((

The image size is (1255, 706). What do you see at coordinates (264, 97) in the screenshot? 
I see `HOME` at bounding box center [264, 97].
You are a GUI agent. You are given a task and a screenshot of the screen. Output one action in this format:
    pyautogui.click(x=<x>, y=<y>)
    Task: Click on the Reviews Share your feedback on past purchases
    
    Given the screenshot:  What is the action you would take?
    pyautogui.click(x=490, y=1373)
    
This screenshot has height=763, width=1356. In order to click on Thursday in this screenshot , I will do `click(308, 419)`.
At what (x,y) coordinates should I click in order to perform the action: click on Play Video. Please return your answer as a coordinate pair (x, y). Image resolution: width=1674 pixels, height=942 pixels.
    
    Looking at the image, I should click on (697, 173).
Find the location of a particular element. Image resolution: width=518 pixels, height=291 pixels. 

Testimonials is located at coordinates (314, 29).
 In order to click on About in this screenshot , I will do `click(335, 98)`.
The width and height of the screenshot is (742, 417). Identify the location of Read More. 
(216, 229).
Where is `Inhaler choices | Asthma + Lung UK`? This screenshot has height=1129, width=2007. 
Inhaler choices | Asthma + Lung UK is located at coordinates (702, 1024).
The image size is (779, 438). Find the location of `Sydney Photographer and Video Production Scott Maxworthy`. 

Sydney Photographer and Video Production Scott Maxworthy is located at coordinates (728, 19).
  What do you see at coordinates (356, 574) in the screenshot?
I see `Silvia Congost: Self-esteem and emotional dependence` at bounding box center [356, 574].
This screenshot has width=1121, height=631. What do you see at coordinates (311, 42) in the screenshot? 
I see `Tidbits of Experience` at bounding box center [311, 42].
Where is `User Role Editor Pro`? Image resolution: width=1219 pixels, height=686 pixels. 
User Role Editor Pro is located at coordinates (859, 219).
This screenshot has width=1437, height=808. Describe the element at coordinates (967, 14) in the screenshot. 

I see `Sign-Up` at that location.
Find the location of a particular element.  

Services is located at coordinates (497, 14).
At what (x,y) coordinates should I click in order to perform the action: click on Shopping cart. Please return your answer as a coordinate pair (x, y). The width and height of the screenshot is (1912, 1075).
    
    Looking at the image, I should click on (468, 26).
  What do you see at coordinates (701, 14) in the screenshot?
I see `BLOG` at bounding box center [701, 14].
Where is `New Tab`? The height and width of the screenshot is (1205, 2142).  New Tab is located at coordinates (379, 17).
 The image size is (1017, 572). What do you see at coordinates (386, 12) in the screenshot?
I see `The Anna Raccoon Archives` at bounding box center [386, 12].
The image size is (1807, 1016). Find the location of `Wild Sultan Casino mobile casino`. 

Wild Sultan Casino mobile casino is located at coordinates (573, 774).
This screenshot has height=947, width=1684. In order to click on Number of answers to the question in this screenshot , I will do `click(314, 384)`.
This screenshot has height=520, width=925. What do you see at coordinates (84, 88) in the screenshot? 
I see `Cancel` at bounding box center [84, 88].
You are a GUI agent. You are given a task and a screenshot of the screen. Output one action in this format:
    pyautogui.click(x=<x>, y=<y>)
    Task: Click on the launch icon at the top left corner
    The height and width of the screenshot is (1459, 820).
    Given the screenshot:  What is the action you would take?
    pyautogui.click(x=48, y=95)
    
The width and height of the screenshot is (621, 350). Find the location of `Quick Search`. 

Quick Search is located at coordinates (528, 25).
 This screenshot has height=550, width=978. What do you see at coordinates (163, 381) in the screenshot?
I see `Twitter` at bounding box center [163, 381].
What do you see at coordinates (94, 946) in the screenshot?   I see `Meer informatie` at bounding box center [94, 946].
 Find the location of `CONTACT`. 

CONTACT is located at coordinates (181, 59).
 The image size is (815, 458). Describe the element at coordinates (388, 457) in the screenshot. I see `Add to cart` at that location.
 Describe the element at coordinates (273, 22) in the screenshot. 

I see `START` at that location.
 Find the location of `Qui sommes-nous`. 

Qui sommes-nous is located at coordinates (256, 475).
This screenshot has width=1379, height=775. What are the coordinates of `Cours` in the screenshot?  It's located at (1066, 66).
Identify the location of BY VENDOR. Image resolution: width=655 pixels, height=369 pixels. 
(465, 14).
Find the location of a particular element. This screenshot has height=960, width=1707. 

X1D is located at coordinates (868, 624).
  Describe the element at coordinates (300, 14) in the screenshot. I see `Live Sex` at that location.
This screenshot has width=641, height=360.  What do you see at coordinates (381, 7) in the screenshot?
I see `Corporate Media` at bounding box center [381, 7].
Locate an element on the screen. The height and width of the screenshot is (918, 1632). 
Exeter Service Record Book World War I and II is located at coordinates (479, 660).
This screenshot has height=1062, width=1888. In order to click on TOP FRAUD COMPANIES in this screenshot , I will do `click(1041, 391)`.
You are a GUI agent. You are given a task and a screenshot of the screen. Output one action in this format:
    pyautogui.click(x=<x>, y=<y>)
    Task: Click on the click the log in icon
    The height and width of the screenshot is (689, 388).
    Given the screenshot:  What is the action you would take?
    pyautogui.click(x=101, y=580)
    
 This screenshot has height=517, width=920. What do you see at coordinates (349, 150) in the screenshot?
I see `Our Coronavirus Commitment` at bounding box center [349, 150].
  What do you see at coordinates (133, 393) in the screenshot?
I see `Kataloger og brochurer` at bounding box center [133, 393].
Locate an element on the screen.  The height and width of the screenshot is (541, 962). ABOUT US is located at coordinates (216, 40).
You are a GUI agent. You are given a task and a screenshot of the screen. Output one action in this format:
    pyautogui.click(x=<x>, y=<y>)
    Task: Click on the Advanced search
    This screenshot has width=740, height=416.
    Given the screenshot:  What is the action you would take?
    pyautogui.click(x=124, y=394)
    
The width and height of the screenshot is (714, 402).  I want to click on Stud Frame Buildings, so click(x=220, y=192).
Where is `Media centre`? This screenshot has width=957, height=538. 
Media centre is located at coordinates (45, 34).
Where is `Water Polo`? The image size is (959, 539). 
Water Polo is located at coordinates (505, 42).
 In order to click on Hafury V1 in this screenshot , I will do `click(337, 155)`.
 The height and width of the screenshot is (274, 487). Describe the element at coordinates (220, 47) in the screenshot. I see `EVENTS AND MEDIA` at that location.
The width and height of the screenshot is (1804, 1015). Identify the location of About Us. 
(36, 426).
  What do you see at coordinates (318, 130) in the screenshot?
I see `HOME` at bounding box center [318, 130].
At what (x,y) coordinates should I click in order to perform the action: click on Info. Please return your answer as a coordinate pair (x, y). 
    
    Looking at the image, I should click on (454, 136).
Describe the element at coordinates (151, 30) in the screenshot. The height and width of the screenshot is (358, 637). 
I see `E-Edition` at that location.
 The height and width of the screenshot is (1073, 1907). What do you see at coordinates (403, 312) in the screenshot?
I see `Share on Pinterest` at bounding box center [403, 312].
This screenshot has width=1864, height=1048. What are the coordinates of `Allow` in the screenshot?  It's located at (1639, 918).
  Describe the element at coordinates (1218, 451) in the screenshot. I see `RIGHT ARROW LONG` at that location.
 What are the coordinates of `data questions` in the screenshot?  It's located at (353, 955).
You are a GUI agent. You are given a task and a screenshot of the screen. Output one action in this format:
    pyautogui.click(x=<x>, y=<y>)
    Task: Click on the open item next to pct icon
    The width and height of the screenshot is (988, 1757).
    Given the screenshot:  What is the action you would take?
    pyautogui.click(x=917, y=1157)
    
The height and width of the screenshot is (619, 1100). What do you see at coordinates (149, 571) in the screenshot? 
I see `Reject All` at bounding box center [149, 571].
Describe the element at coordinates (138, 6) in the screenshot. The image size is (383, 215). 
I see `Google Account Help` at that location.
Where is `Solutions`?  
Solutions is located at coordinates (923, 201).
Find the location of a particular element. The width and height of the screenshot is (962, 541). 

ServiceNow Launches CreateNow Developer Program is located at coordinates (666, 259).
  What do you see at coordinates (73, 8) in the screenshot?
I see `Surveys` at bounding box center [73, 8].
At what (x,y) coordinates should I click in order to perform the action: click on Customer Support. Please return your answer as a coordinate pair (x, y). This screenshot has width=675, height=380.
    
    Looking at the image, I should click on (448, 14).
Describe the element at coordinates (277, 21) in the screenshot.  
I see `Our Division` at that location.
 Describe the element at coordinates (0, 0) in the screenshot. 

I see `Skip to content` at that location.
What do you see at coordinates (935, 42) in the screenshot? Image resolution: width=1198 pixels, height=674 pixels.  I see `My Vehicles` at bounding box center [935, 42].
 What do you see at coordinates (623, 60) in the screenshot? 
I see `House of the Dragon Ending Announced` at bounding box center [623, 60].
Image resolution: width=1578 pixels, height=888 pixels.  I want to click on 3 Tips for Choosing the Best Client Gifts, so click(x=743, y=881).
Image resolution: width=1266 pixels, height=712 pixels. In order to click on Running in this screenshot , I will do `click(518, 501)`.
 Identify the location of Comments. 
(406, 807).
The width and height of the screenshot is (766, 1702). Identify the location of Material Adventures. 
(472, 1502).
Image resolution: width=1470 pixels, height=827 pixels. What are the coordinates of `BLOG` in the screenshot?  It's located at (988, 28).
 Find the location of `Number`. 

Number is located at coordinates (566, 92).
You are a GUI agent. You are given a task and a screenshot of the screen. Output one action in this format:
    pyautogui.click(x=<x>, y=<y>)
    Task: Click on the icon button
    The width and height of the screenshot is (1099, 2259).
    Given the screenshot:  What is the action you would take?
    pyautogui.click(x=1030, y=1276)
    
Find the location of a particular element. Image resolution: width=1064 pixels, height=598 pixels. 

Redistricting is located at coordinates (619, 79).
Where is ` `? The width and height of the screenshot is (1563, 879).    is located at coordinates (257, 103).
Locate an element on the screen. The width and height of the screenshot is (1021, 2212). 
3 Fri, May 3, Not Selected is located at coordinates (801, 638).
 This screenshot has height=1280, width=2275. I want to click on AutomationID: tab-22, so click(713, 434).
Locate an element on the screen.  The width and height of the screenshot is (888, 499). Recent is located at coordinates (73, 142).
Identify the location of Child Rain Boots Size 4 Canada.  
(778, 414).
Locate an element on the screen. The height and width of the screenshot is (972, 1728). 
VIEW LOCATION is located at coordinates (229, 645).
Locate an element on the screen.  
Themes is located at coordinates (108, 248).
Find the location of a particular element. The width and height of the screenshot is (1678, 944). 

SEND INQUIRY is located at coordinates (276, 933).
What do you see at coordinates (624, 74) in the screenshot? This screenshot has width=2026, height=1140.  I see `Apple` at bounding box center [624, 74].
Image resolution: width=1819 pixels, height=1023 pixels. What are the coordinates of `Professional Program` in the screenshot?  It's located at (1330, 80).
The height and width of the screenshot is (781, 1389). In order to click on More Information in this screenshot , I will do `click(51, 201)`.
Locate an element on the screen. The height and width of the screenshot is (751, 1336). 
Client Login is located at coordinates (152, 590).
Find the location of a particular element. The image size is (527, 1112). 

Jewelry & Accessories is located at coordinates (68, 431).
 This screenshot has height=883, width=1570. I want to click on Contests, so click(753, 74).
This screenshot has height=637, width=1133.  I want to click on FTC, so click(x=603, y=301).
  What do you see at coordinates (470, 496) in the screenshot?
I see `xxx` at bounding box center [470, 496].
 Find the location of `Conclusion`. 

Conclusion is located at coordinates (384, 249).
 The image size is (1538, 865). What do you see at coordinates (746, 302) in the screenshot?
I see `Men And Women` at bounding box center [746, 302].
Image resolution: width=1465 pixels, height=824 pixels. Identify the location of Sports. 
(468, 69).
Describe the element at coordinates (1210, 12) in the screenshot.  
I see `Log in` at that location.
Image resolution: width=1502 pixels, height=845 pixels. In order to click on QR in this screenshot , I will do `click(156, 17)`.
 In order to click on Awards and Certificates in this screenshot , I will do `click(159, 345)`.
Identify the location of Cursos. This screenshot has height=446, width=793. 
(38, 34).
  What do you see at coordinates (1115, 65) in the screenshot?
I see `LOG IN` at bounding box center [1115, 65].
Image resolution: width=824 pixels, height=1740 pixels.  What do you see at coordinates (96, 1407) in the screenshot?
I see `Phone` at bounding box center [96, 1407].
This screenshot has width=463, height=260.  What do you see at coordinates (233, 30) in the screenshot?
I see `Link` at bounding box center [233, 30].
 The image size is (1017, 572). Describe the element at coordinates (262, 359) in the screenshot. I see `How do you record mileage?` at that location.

))

## Task requirements:
Give an exact copy of the lines above, from the top of the records to the line that contains "This screenshot has height=763, width=1356.", taking in both ends.

## Exercise solution:
The image size is (1255, 706). What do you see at coordinates (264, 97) in the screenshot? 
I see `HOME` at bounding box center [264, 97].
You are a GUI agent. You are given a task and a screenshot of the screen. Output one action in this format:
    pyautogui.click(x=<x>, y=<y>)
    Task: Click on the Reviews Share your feedback on past purchases
    
    Given the screenshot:  What is the action you would take?
    pyautogui.click(x=490, y=1373)
    
This screenshot has height=763, width=1356. In order to click on Thursday in this screenshot , I will do `click(308, 419)`.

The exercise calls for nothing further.